PNP President and Opposition Leader Mark Golding presented his Jamaican birth certificate to Prime Minister Andrew Holness
PNP President and Opposition Leader Mark Golding presented his Jamaican birth certificate to Prime Minister Andrew Holness

When constitutional law meets campaign creativity, democracy gets interesting—and dangerous

Picture this: You're in a leadership debate, your opponent dramatically whips out his birth certificate like a citizenship reality show, and your response? Pure philosophical gold. "It is not your birth that makes you a Jamaican," declared Prime Minister Andrew Holness with the confidence of someone rewriting constitutional law on live television, "it is the choices you make."

Somewhere in the halls of the University of the West Indies law faculty, constitutional scholars must have choked on their Blue Mountain coffee. Because apparently, after 63 years of independence, we've been doing citizenship all wrong. In the footsteos of Donald Trump, Who knew the Constitution was merely a suggestion? 

The New Citizenship Test: Multiple Choice

Under Holness's innovative approach to national identity, being born at UWI Hospital—that bastion of Jamaican medical excellence—apparently counts for nothing if you fail his mysterious "choices" exam.

Mark Golding, despite his inconveniently Jamaican birth certificate, now finds himself subject to a citizenship assessment that exists nowhere in Jamaica's legal framework but everywhere in Holness's campaign strategy.

The irony is so thick you could cut it with a machete. Here's Golding, whose "choices" include returning to Jamaica despite holding British citizenship, building businesses that employ Jamaicans, and dedicating his political career to the island's development.

Meanwhile, his father Sir John Golding chose to spend decades serving Jamaica's most vulnerable populations as an orthopedic surgeon rather than enjoying a comfortable British medical practice.

But hey, what do decades of service matter when you've got campaign talking points to deliver?

The Privy Council Paradox

The delicious contradiction reaches peak absurdity when you remember that Holness himself serves as a Privy Counsellor—literally swearing allegiance to the British Crown while simultaneously questioning his opponent's Jamaicanness.

While Golding and the PNP fight to sever Jamaica's remaining colonial ties by ditching the Privy Council as our final court of appeal, Holness clings to those monarchical apron strings like a security blanket.

So let's understand this correctly: The man who formally serves the Queen's Privy Council is lecturing the man fighting to end that colonial arrangement about making Jamaican choices. You couldn't script irony this perfect.

Who's the Citizenship Referee?

Holness's "choices" doctrine raises fascinating questions he conveniently didn't answer. Who exactly determines which choices qualify as sufficiently Jamaican? Is studying at Harvard disqualifying? What about doing business internationally? Should every Jamaican with overseas investments surrender their passports at Norman Manley International?

The subjective nature of this new citizenship test is precisely what makes it dangerous. Today it's about dual nationality; tomorrow it could be about any choice that doesn't align with whoever happens to occupy Jamaica House.

Constitutional rights become political footballs, kicked around based on electoral convenience rather than legal principle.

Caribbean Reality Check

Holness's rhetoric ignores the messy reality of Caribbean identity. Across CARICOM, dual nationals routinely hold leadership positions without constitutional crisis. Trinidad, Barbados, and other neighbors have embraced this reality because they understand something Holness apparently doesn't: citizenship isn't a popularity contest.

The region's history—slavery, indentureship, economic migration—created complex family trees where citizenship by descent is often the rule, not the exception. Some Caribbean nations literally sell citizenship to qualified investors, yet Jamaica's Prime Minister wants to invalidate it based on subjective "choices."

The Real Choice

As Jamaicans head to the polls, they face a choice that transcends party politics. Will citizenship remain a constitutional guarantee enshrined in law, or will it become subject to the whims of political leaders playing campaign games?

Holness may have intended his statement as a clever philosophical flourish, but he's actually proposed something far more sinister: citizenship as performance art, where your national identity depends not on legal status but on passing some undefined test of patriotic purity.

The Constitution of Jamaica is clear: birth under our jurisdiction grants citizenship. Full stop. No philosophical addendums, no campaign-season creativity, no subjective choice assessments required.

Perhaps the most important choice Jamaicans can make is rejecting politicians who think constitutional law is merely a suggestion, and citizenship is theirs to define.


* Work item
Exactly as written, transcribe the data that follows.

+++ Supplied information +++

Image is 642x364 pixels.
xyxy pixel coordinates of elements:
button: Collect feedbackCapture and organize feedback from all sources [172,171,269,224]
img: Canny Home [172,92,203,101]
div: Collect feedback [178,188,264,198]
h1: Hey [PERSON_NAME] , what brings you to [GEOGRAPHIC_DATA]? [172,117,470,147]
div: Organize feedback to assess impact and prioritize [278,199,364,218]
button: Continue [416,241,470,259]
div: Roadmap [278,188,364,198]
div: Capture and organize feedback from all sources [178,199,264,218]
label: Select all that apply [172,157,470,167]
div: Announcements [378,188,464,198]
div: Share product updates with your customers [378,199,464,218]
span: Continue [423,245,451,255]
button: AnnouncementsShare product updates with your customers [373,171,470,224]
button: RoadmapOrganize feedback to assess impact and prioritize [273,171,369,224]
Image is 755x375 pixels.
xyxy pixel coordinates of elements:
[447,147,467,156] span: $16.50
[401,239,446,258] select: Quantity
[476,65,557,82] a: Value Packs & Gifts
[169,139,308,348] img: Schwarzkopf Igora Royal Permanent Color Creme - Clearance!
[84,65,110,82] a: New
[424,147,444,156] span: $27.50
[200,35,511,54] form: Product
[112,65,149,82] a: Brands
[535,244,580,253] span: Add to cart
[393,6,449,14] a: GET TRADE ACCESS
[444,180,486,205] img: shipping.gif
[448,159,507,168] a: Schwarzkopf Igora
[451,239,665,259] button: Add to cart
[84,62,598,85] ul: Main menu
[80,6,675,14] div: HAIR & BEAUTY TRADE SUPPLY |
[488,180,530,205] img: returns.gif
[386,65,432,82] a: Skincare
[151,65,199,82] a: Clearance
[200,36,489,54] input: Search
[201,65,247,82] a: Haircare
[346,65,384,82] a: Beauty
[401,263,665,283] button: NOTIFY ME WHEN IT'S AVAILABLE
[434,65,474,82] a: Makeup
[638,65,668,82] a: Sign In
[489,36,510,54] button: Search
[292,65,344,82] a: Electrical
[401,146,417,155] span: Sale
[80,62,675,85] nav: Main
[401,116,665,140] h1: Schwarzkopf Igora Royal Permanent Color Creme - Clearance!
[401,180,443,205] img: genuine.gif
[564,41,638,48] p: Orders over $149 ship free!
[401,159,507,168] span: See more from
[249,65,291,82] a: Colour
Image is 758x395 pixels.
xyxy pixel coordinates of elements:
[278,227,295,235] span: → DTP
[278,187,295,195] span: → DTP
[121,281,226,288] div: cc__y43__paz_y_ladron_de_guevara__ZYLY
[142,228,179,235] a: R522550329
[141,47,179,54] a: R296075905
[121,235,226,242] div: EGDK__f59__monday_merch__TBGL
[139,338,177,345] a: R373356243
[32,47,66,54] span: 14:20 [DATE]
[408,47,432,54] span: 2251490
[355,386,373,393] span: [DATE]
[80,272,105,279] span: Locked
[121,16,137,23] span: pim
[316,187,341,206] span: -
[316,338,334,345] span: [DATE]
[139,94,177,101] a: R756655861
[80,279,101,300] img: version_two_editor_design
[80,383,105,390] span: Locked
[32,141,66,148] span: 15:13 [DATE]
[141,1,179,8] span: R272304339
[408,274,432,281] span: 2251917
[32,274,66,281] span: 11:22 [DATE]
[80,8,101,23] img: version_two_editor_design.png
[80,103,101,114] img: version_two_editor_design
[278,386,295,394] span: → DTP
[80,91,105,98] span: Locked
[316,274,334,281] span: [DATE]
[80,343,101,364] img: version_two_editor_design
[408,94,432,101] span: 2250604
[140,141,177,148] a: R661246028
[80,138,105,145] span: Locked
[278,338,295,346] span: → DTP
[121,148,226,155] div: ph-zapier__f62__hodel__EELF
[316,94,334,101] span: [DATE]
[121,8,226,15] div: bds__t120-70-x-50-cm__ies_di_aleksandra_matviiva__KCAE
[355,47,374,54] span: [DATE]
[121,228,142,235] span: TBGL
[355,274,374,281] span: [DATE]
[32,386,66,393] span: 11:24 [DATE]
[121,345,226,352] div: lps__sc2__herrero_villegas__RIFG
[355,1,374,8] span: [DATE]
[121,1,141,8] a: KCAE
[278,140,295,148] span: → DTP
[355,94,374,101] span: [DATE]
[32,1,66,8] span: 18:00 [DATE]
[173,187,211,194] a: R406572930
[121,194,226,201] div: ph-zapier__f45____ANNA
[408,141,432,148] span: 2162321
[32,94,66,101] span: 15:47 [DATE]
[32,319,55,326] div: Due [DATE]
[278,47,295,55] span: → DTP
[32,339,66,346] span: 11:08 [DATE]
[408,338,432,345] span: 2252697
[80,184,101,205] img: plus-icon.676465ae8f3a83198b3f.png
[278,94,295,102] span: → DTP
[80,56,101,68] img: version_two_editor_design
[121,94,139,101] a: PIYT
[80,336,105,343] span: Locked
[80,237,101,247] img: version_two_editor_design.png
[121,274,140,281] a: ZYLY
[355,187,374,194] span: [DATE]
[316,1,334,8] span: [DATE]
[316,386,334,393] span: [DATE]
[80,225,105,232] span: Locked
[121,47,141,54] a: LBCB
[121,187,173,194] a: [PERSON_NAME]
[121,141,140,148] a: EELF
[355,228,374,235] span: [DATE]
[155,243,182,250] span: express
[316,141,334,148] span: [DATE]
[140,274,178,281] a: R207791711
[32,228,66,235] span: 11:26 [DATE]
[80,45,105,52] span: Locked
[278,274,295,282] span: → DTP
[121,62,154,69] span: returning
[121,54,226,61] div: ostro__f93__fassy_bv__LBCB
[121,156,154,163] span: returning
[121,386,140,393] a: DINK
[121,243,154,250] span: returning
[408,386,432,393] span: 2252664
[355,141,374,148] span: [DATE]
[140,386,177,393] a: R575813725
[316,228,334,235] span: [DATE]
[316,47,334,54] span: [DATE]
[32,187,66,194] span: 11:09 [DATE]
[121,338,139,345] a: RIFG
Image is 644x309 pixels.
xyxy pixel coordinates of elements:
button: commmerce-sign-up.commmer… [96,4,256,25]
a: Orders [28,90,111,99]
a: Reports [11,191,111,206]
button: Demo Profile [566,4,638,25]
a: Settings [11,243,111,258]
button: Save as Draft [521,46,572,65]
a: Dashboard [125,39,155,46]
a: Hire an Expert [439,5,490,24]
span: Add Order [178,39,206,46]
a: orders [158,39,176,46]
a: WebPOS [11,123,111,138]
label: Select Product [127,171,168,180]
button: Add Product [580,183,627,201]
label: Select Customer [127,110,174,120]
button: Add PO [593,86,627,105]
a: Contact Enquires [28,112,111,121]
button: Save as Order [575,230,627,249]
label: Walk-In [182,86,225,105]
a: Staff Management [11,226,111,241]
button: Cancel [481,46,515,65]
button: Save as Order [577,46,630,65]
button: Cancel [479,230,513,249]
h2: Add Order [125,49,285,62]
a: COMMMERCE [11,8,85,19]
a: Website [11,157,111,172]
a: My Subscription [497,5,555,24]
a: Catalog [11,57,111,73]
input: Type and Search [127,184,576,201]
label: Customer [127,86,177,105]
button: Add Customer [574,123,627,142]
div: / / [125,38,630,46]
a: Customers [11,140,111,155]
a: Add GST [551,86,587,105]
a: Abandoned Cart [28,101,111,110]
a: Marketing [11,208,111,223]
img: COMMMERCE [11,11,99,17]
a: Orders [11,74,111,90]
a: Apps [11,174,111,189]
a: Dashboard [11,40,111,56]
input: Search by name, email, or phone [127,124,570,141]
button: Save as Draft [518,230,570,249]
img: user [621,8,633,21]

+++

* Output for this exercise
Image is 642x364 pixels.
xyxy pixel coordinates of elements:
button: Collect feedbackCapture and organize feedback from all sources [172,171,269,224]
img: Canny Home [172,92,203,101]
div: Collect feedback [178,188,264,198]
h1: Hey [PERSON_NAME] , what brings you to [GEOGRAPHIC_DATA]? [172,117,470,147]
div: Organize feedback to assess impact and prioritize [278,199,364,218]
button: Continue [416,241,470,259]
div: Roadmap [278,188,364,198]
div: Capture and organize feedback from all sources [178,199,264,218]
label: Select all that apply [172,157,470,167]
div: Announcements [378,188,464,198]
div: Share product updates with your customers [378,199,464,218]
span: Continue [423,245,451,255]
button: AnnouncementsShare product updates with your customers [373,171,470,224]
button: RoadmapOrganize feedback to assess impact and prioritize [273,171,369,224]
Image is 755x375 pixels.
xyxy pixel coordinates of elements:
[447,147,467,156] span: $16.50
[401,239,446,258] select: Quantity
[476,65,557,82] a: Value Packs & Gifts
[169,139,308,348] img: Schwarzkopf Igora Royal Permanent Color Creme - Clearance!
[84,65,110,82] a: New
[424,147,444,156] span: $27.50
[200,35,511,54] form: Product
[112,65,149,82] a: Brands
[535,244,580,253] span: Add to cart
[393,6,449,14] a: GET TRADE ACCESS
[444,180,486,205] img: shipping.gif
[448,159,507,168] a: Schwarzkopf Igora
[451,239,665,259] button: Add to cart
[84,62,598,85] ul: Main menu
[80,6,675,14] div: HAIR & BEAUTY TRADE SUPPLY |
[488,180,530,205] img: returns.gif
[386,65,432,82] a: Skincare
[151,65,199,82] a: Clearance
[200,36,489,54] input: Search
[201,65,247,82] a: Haircare
[346,65,384,82] a: Beauty
[401,263,665,283] button: NOTIFY ME WHEN IT'S AVAILABLE
[434,65,474,82] a: Makeup
[638,65,668,82] a: Sign In
[489,36,510,54] button: Search
[292,65,344,82] a: Electrical
[401,146,417,155] span: Sale
[80,62,675,85] nav: Main
[401,116,665,140] h1: Schwarzkopf Igora Royal Permanent Color Creme - Clearance!
[401,180,443,205] img: genuine.gif
[564,41,638,48] p: Orders over $149 ship free!
[401,159,507,168] span: See more from
[249,65,291,82] a: Colour
Image is 758x395 pixels.
xyxy pixel coordinates of elements:
[278,227,295,235] span: → DTP
[278,187,295,195] span: → DTP
[121,281,226,288] div: cc__y43__paz_y_ladron_de_guevara__ZYLY
[142,228,179,235] a: R522550329
[141,47,179,54] a: R296075905
[121,235,226,242] div: EGDK__f59__monday_merch__TBGL
[139,338,177,345] a: R373356243
[32,47,66,54] span: 14:20 [DATE]
[408,47,432,54] span: 2251490
[355,386,373,393] span: [DATE]
[80,272,105,279] span: Locked
[121,16,137,23] span: pim
[316,187,341,206] span: -
[316,338,334,345] span: [DATE]
[139,94,177,101] a: R756655861
[80,279,101,300] img: version_two_editor_design
[80,383,105,390] span: Locked
[32,141,66,148] span: 15:13 [DATE]
[141,1,179,8] span: R272304339
[408,274,432,281] span: 2251917
[32,274,66,281] span: 11:22 [DATE]
[80,8,101,23] img: version_two_editor_design.png
[80,103,101,114] img: version_two_editor_design
[278,386,295,394] span: → DTP
[80,91,105,98] span: Locked
[316,274,334,281] span: [DATE]
[80,343,101,364] img: version_two_editor_design
[408,94,432,101] span: 2250604
[140,141,177,148] a: R661246028
[80,138,105,145] span: Locked
[278,338,295,346] span: → DTP
[121,148,226,155] div: ph-zapier__f62__hodel__EELF
[316,94,334,101] span: [DATE]
[121,8,226,15] div: bds__t120-70-x-50-cm__ies_di_aleksandra_matviiva__KCAE
[355,47,374,54] span: [DATE]
[121,228,142,235] span: TBGL
[355,274,374,281] span: [DATE]
[32,386,66,393] span: 11:24 [DATE]
[121,345,226,352] div: lps__sc2__herrero_villegas__RIFG
[355,1,374,8] span: [DATE]
[121,1,141,8] a: KCAE
[278,140,295,148] span: → DTP
[355,94,374,101] span: [DATE]
[32,1,66,8] span: 18:00 [DATE]
[173,187,211,194] a: R406572930
[121,194,226,201] div: ph-zapier__f45____ANNA
[408,141,432,148] span: 2162321
[32,94,66,101] span: 15:47 [DATE]
[32,319,55,326] div: Due [DATE]
[278,47,295,55] span: → DTP
[32,339,66,346] span: 11:08 [DATE]
[408,338,432,345] span: 2252697
[80,184,101,205] img: plus-icon.676465ae8f3a83198b3f.png
[278,94,295,102] span: → DTP
[80,56,101,68] img: version_two_editor_design
[121,94,139,101] a: PIYT
[80,336,105,343] span: Locked
[80,237,101,247] img: version_two_editor_design.png
[121,274,140,281] a: ZYLY
[355,187,374,194] span: [DATE]
[316,1,334,8] span: [DATE]
[316,386,334,393] span: [DATE]
[80,225,105,232] span: Locked
[121,47,141,54] a: LBCB
[121,187,173,194] a: [PERSON_NAME]
[121,141,140,148] a: EELF
[355,228,374,235] span: [DATE]
[155,243,182,250] span: express
[316,141,334,148] span: [DATE]
[140,274,178,281] a: R207791711
[32,228,66,235] span: 11:26 [DATE]
[80,45,105,52] span: Locked
[278,274,295,282] span: → DTP
[121,62,154,69] span: returning
[121,54,226,61] div: ostro__f93__fassy_bv__LBCB
[121,156,154,163] span: returning
[121,386,140,393] a: DINK
[121,243,154,250] span: returning
[408,386,432,393] span: 2252664
[355,141,374,148] span: [DATE]
[140,386,177,393] a: R575813725
[316,228,334,235] span: [DATE]
[316,47,334,54] span: [DATE]
[32,187,66,194] span: 11:09 [DATE]
[121,338,139,345] a: RIFG
Image is 644x309 pixels.
xyxy pixel coordinates of elements:
button: commmerce-sign-up.commmer… [96,4,256,25]
a: Orders [28,90,111,99]
a: Reports [11,191,111,206]
button: Demo Profile [566,4,638,25]
a: Settings [11,243,111,258]
button: Save as Draft [521,46,572,65]
a: Dashboard [125,39,155,46]
a: Hire an Expert [439,5,490,24]
span: Add Order [178,39,206,46]
a: orders [158,39,176,46]
a: WebPOS [11,123,111,138]
label: Select Product [127,171,168,180]
button: Add Product [580,183,627,201]
label: Select Customer [127,110,174,120]
button: Add PO [593,86,627,105]
a: Contact Enquires [28,112,111,121]
button: Save as Order [575,230,627,249]
label: Walk-In [182,86,225,105]
a: Staff Management [11,226,111,241]
button: Cancel [481,46,515,65]
button: Save as Order [577,46,630,65]
button: Cancel [479,230,513,249]
h2: Add Order [125,49,285,62]
a: COMMMERCE [11,8,85,19]
a: Website [11,157,111,172]
a: My Subscription [497,5,555,24]
a: Catalog [11,57,111,73]
input: Type and Search [127,184,576,201]
label: Customer [127,86,177,105]
button: Add Customer [574,123,627,142]
div: / / [125,38,630,46]
a: Customers [11,140,111,155]
a: Add GST [551,86,587,105]
a: Abandoned Cart [28,101,111,110]
a: Marketing [11,208,111,223]
img: COMMMERCE [11,11,99,17]
a: Orders [11,74,111,90]
a: Apps [11,174,111,189]
a: Dashboard [11,40,111,56]
input: Search by name, email, or phone [127,124,570,141]
button: Save as Draft [518,230,570,249]
img: user [621,8,633,21]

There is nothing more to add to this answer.